Last week I had the privilege of attending a ceremony in which a town received a Heart Safe Community designation, which goes to towns who meet certain criteria in terms of their EMS systems and availability of training, education and public access defibrillators and other factors affecting the Chain of Survival.

At this particular ceremony there were three cardiac arrest survivors who all got up and told their stories — of their lives on the day they went into arrest, of who saved them, and what they have done with their lives since. All three suffered their cardiac arrests in public places, recieved bystander CPR, were defibrillated within minutes, and had rapid response from EMS. All three returned to productive lives.

Watching them speak, for a moment, I pictured a dead version of them besides themselves. Cool, lifeless blue heads, bloated bellies, vomit strewn down their mouths, unending flat lines – a version that could easily have been a reality if the Chain of Survival had not held strong on their day.

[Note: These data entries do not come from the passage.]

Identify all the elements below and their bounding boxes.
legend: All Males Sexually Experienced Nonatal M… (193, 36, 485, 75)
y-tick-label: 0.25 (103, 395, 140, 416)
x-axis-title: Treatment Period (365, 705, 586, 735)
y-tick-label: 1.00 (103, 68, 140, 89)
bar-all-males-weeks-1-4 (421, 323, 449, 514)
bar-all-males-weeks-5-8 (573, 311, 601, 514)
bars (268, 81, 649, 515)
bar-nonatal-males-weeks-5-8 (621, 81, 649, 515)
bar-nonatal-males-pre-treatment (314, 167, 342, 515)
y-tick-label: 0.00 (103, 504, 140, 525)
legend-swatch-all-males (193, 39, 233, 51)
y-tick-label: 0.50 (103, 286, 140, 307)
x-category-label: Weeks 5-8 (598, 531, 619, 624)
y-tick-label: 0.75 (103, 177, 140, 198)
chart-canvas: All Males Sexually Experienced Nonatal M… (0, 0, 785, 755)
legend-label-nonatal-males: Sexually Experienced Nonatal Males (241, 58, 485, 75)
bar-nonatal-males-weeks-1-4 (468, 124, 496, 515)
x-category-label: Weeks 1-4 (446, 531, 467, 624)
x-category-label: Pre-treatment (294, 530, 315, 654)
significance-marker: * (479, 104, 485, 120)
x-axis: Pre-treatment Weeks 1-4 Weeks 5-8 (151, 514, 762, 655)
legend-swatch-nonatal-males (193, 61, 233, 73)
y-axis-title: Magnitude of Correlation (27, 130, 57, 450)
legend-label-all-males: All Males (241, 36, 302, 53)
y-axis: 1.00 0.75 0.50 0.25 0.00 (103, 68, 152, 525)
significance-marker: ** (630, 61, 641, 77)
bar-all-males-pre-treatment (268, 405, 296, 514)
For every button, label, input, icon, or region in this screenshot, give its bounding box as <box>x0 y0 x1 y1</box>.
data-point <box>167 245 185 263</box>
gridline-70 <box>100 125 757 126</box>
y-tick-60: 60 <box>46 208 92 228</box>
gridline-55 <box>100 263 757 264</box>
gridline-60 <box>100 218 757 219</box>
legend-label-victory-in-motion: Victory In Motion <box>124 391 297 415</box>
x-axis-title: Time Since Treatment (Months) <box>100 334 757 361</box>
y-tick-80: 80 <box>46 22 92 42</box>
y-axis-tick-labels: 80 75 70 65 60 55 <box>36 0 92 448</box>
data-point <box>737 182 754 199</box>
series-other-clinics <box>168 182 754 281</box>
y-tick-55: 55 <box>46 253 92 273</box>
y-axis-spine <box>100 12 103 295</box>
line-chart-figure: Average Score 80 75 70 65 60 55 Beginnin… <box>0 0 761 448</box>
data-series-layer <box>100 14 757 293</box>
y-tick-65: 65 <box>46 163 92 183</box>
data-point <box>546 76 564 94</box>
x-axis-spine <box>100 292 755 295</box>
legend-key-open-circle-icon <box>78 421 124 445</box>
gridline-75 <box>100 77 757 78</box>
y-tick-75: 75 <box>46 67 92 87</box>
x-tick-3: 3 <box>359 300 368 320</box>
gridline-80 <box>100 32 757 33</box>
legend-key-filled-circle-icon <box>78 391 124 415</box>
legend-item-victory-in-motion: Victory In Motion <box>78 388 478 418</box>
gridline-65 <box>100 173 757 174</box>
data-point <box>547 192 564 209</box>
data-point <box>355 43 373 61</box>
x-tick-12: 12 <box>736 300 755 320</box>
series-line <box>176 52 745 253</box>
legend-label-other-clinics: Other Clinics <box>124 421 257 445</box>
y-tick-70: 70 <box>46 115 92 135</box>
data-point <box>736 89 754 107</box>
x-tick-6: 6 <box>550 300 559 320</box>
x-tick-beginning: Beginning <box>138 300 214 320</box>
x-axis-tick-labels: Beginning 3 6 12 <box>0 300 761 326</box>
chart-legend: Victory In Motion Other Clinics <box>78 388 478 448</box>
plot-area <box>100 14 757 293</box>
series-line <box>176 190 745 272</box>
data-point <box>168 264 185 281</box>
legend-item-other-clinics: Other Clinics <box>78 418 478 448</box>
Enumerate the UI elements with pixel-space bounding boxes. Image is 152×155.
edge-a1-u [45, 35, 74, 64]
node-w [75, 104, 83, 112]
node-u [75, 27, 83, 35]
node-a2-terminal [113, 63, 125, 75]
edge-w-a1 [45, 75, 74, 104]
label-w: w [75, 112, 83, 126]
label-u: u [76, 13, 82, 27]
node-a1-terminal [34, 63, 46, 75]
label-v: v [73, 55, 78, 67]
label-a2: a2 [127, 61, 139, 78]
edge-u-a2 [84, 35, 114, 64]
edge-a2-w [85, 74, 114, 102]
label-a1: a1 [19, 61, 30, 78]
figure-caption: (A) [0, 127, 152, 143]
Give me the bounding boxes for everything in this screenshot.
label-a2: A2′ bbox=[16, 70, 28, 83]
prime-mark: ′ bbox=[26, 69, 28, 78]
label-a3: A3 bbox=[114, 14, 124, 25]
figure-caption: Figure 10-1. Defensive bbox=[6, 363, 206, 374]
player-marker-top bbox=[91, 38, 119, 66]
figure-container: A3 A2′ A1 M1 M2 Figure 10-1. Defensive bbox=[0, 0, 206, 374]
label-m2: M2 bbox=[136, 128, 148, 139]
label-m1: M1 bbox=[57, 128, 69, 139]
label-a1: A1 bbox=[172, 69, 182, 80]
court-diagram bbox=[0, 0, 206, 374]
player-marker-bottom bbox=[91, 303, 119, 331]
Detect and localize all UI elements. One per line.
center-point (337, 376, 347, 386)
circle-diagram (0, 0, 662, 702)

Those grim images faded and were replaced again by the living, by the human warmth, smiles, and by their grateful tears as they recounted seeing a daughter graduate, being present for the birth of a grandchild, going on a trip to Paris with a wife of fifty years.

Every ambulance company president, every hospital CEO, fire chief, municipal elected official, EMS medical director, state and regional EMS representative, right on down to front line paramedic, EMT and first responder ought to attend one of these ceremonies every year.

Turf wars are too common in EMS. Over the years I have seen it in many forms. EMS versus fire, first responder versus ambulance, intercept medic versus transport medic, ground versus helicopter, commercial versus municipal, volunteer versus career. Field versus hospital. Big hospital versus small hospital. Town versus region, region versus state. While we all say we are for the patient, we all have our own agendas. And that can cause our eyes to drift from the prize. A badly put together conflicted system can kill.

It is so easy to forget what EMS is about. It is not about us. EMS is about our communitites. It is about those three living souls and their families who still have them.

EMS is about designing the best system possible, not necessarily for our service’s or hospital’s needs, but for the patient’s needs. We need to check personal and institutional egos at the door. We need science based protocols, system benchmarks, quality improvement/assurance programs, and out-of the box thinking that is never afraid to change the status quo if it is the right thing to do for the patient. And we need to each prepare personally, so we are always ready to do our best.

This is not frivolous work we do. Those three survivors are a testament to that.